Customers can opt for as little as $25,000 in coverage or as much as $500,000. They pay as little as $127 per year “and it goes up from there,” Boris said.

The number of people opting for the insurance has steadily ticked up and Boris expects that trajectory to continue as cyberattacks show no signs of slowing down and begin to make use of advances in generative artificial intelligence.

Molly Reynolds, a partner at the Torys LLP law firm, first heard about cyberinsurance about two years ago and noticed it was predominantly in the U.S. and in some cases, offered as part of a home ownership policy.

The coverage is “definitely nascent” and the bulk of attacks target businesses rather than individuals, but she still foresees more people taking out personal cyber insurance policies.

“I don’t know if it will be wildly popular across the whole population, but you can imagine people in particular industries or, for example, people who are very high net worth, running family companies, where they have almost business-level cybersecurity risks, (would sign up for it),” she said.

Social media influencers may also benefit from such insurance products, especially if it covers loss of income or interrupted access to accounts or devices, Reynolds added.

But she warns people interested in the insurance that “a lot of the really serious consequences of cybercrime aren’t compensable through insurance.”

“A lot of the harm is really around reputational, emotional and sort of intangible categories, where the insurance isn’t going to help that much,” she said.

Still, Nesha Baggan-Belasco maintains personal cyber insurance can be worth it, especially when you compare “the amount you’re paying every month compared to what you could possibly lose.”

“You see the examples on the news every single day of people being taken advantage of just for simply logging on to the wrong website,” said the senior manager of product development at Aviva Canada’s personal insurance business.

“They thought they logged on to their bank website and it’s actually not a bank website, and their account has been wiped.

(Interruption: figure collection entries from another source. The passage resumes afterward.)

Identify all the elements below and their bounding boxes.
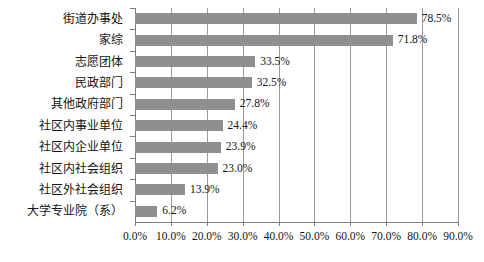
- bar: [135, 120, 223, 131]
- bar: [135, 77, 252, 88]
- category-label: 社区外社会组织: [0, 184, 129, 196]
- value-axis-label: 0.0%: [123, 230, 147, 242]
- bar: [135, 142, 221, 153]
- value-label: 27.8%: [240, 98, 270, 110]
- value-axis-label: 90.0%: [443, 230, 473, 242]
- value-axis-line: [135, 222, 459, 223]
- value-axis-tick: [422, 222, 423, 226]
- value-axis-label: 10.0%: [156, 230, 186, 242]
- bar: [135, 206, 157, 217]
- value-axis-tick: [458, 222, 459, 226]
- category-label: 社区内事业单位: [0, 120, 129, 132]
- bar: [135, 163, 218, 174]
- bar: [135, 184, 185, 195]
- value-axis-tick: [207, 222, 208, 226]
- value-axis-tick: [171, 222, 172, 226]
- category-label: 社区内社会组织: [0, 163, 129, 175]
- category-label: 家综: [0, 34, 129, 46]
- category-label: 社区内企业单位: [0, 141, 129, 153]
- value-axis-label: 40.0%: [264, 230, 294, 242]
- value-label: 24.4%: [228, 120, 258, 132]
- category-label: 大学专业院（系）: [0, 205, 129, 217]
- value-label: 6.2%: [162, 205, 186, 217]
- value-axis-tick: [135, 222, 136, 226]
- bar: [135, 13, 417, 24]
- value-label: 33.5%: [260, 56, 290, 68]
- value-label: 71.8%: [398, 34, 428, 46]
- value-label: 78.5%: [422, 13, 452, 25]
- value-axis-label: 20.0%: [192, 230, 222, 242]
- bar-chart: 街道办事处家综志愿团体民政部门其他政府部门社区内事业单位社区内企业单位社区内社会…: [0, 0, 484, 262]
- category-label: 街道办事处: [0, 13, 129, 25]
- bar: [135, 99, 235, 110]
- value-axis-tick: [243, 222, 244, 226]
- value-axis-tick: [279, 222, 280, 226]
- bar: [135, 35, 393, 46]
- value-axis-tick: [386, 222, 387, 226]
- category-label: 志愿团体: [0, 56, 129, 68]
- value-axis-tick: [314, 222, 315, 226]
- value-label: 13.9%: [190, 184, 220, 196]
- value-label: 32.5%: [257, 77, 287, 89]
- value-label: 23.0%: [223, 163, 253, 175]
- value-axis-label: 80.0%: [407, 230, 437, 242]
- value-axis-label: 60.0%: [335, 230, 365, 242]
- category-label: 民政部门: [0, 77, 129, 89]
- gridline-90-0%: [458, 8, 459, 222]
- value-axis-label: 50.0%: [300, 230, 330, 242]
- value-axis-label: 70.0%: [371, 230, 401, 242]
- category-label: 其他政府部门: [0, 98, 129, 110]
- value-axis-tick: [350, 222, 351, 226]
- value-axis-label: 30.0%: [228, 230, 258, 242]
- value-label: 23.9%: [226, 141, 256, 153]
- bar: [135, 56, 255, 67]
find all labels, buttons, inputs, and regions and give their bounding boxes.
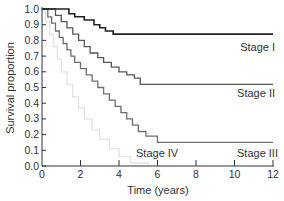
y-ticks: 0.00.10.20.30.40.50.60.70.80.91.0 (24, 3, 46, 172)
y-tick-label: 0.4 (24, 97, 39, 109)
label-stage-ii: Stage II (237, 87, 275, 99)
x-tick-label: 2 (78, 168, 84, 180)
y-tick-label: 0.9 (24, 18, 39, 30)
curve-stage-iv (42, 9, 148, 166)
curve-stage-i (42, 9, 273, 34)
x-tick-label: 8 (193, 168, 199, 180)
x-tick-label: 12 (267, 168, 279, 180)
y-tick-label: 0.2 (24, 128, 39, 140)
x-tick-label: 6 (155, 168, 161, 180)
y-tick-label: 1.0 (24, 3, 39, 15)
x-axis-title: Time (years) (127, 184, 188, 196)
x-tick-label: 10 (229, 168, 241, 180)
label-stage-iv: Stage IV (136, 147, 179, 159)
label-stage-iii: Stage III (237, 147, 278, 159)
survival-chart: 0.00.10.20.30.40.50.60.70.80.91.0 024681… (0, 0, 284, 201)
label-stage-i: Stage I (240, 41, 275, 53)
y-tick-label: 0.0 (24, 160, 39, 172)
y-axis-title: Survival proportion (4, 42, 16, 134)
y-tick-label: 0.7 (24, 50, 39, 62)
y-tick-label: 0.8 (24, 34, 39, 46)
curve-stage-ii (42, 9, 273, 84)
x-ticks: 024681012 (39, 160, 279, 180)
y-tick-label: 0.5 (24, 81, 39, 93)
curve-stage-iii (42, 9, 273, 142)
x-tick-label: 0 (39, 168, 45, 180)
x-tick-label: 4 (116, 168, 122, 180)
y-tick-label: 0.3 (24, 112, 39, 124)
y-tick-label: 0.6 (24, 65, 39, 77)
y-tick-label: 0.1 (24, 144, 39, 156)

This is becoming more and more common, unfortunately.”

Aviva Canada began offering personal cyber insurance last August. Its coverage has a starting price of $6 per month and offers help with online fraud, computer and home systems attacks, identity theft, data breaches and cyber bullying and extortion.

Because the coverage is so new, Aviva Canada is still getting a sense of who their most likely customers are and what their top claims will be, Baggan-Belasco said.